COP30 in Belém may well be remembered as the moment that the world accepted the leading role of China in addressing humanity’s most important challenge.
but now the E.U. is beset by internal problems. Its primary industrial economy, Germany, is suffering from Chinese competition, and with the rise of right-wing parties, resistance has emerged to the ambitious climate policies of the European Commission. One symptom of these internal troubles was the E.U.’s embarrassing failure to agree its own mitigation targets before the informal deadline of September 30.
The United States, meanwhile, is trying to force its partner countries to buy more U.S. oil and gas.


Would Europe and North America stop buying from China and Brazil because of emissions? I bet not. It’s not just China’s and Brazil’s responsability because a huge share of their emissions are to meet demand of the exports to Europe and North America.
I don’t think the other counteies are exactly forcing China and India to produce those items. They do and want to do it very low cost and that’s where the issues come from. China and India want to benefit from the demand and at that point you’ll have to admit to a responsibility in the situation.
@jol @Sepia it’s also crazy to call out the one nation that has flat lined their CO2 emissions for the last 18 months and whose renewable exports have actually dropped emissions in developing countries. We need overproduction of renewables.
@Jason Kraus
This is misleading and incomplete information that makes it outright false.
China is set to miss its target to cut carbon intensity – the CO2 emissions per unit of GDP – from 2020 to 2025. The country would need steeper reductions to hit the it’s 2030 goal.

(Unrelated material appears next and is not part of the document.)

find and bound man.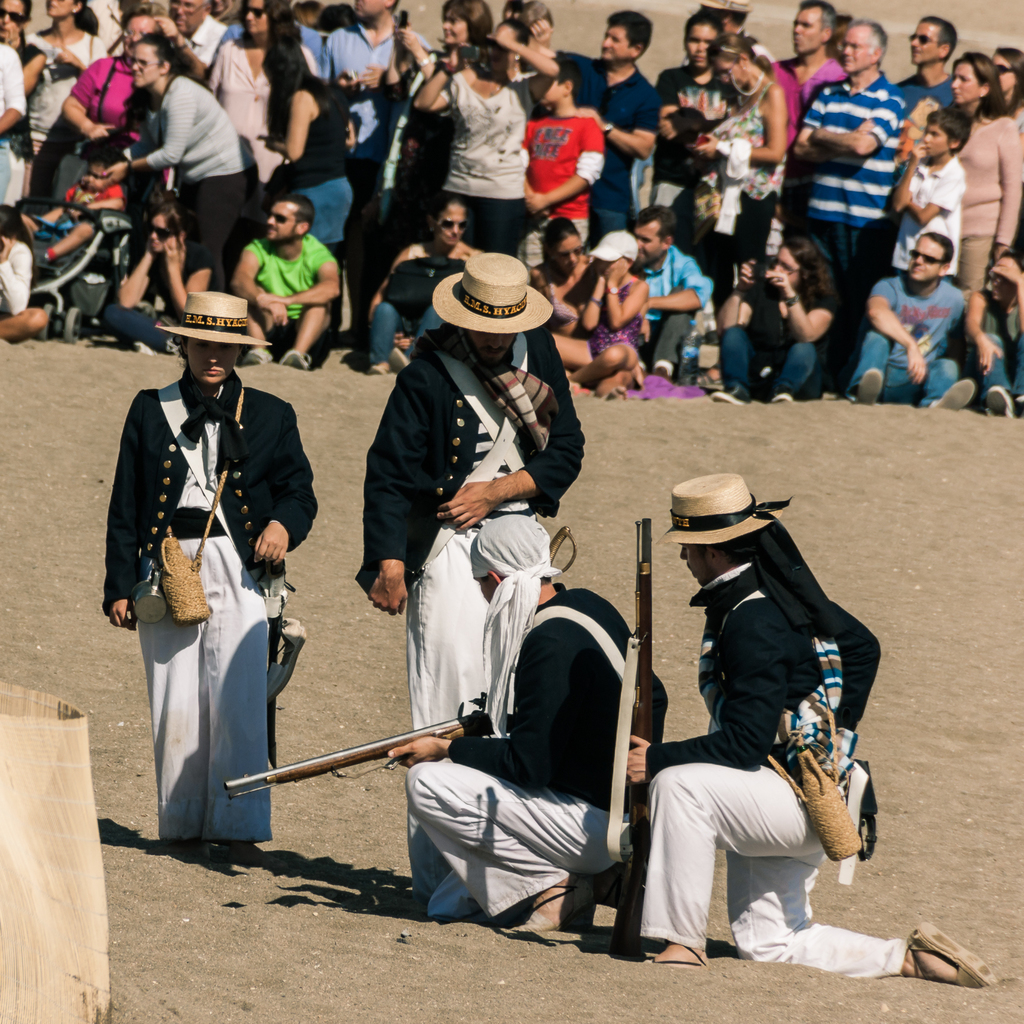
Bound: 894/10/959/118.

Emissions from the production of cement and other building materials indeed fell by 7% in the third quarter of 2025, while emissions from the metals industry fell 1%. This is due, however, not to environmental policy in Beijing, but rather to the ongoing real-estate crisis, as the construction sector uses most of the country’s steel and cement output.

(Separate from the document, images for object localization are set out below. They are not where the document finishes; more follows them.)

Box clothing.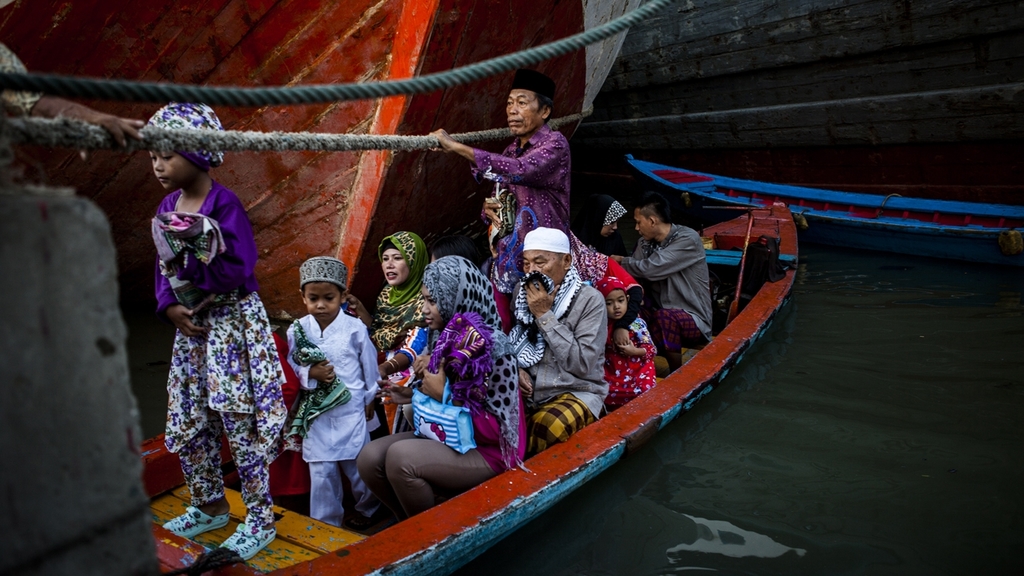
bbox=(156, 184, 293, 522).
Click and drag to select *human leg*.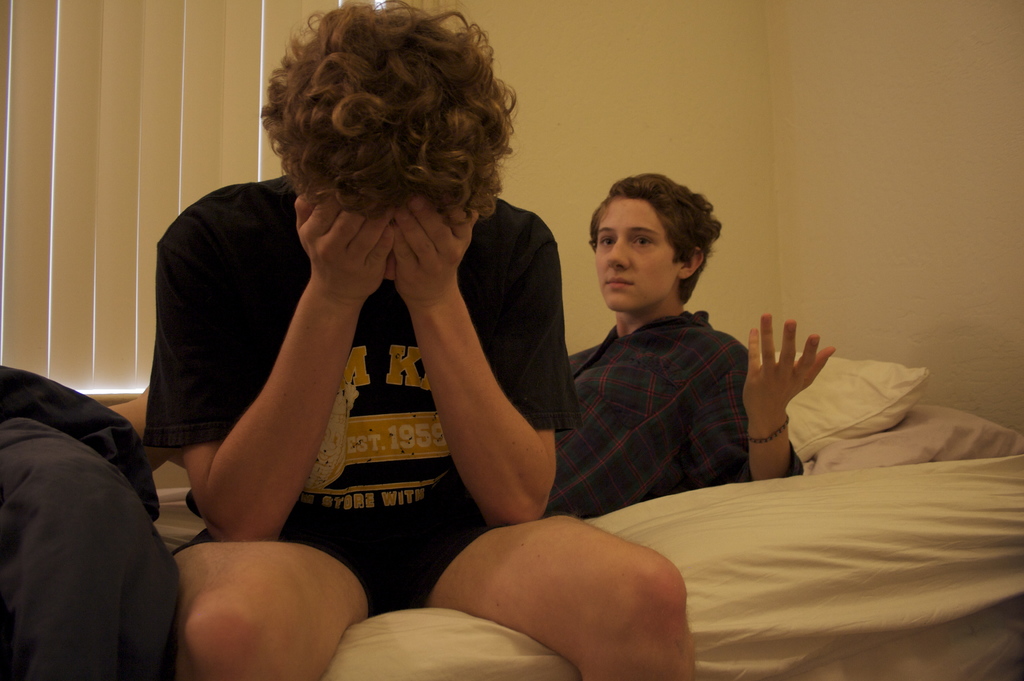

Power-sector emissions were also flat year-on-year in Q3/2025, with emissions from transport fell by 5%, but oil consumption in other sectors grew by 10%, driven by chemical industry expansion. This resulted in a 2% rise in oil consumption overall. Gas demand and emissions grew by 3% overall in Q3, with consumption in the power sector up by 9% and by 2% in other sectors.
Exactly. China does deserve a lot of credit for bringing the cost of solar down. What’s funny is that the US could have been the one if it wasn’t ruled by selfish idiots.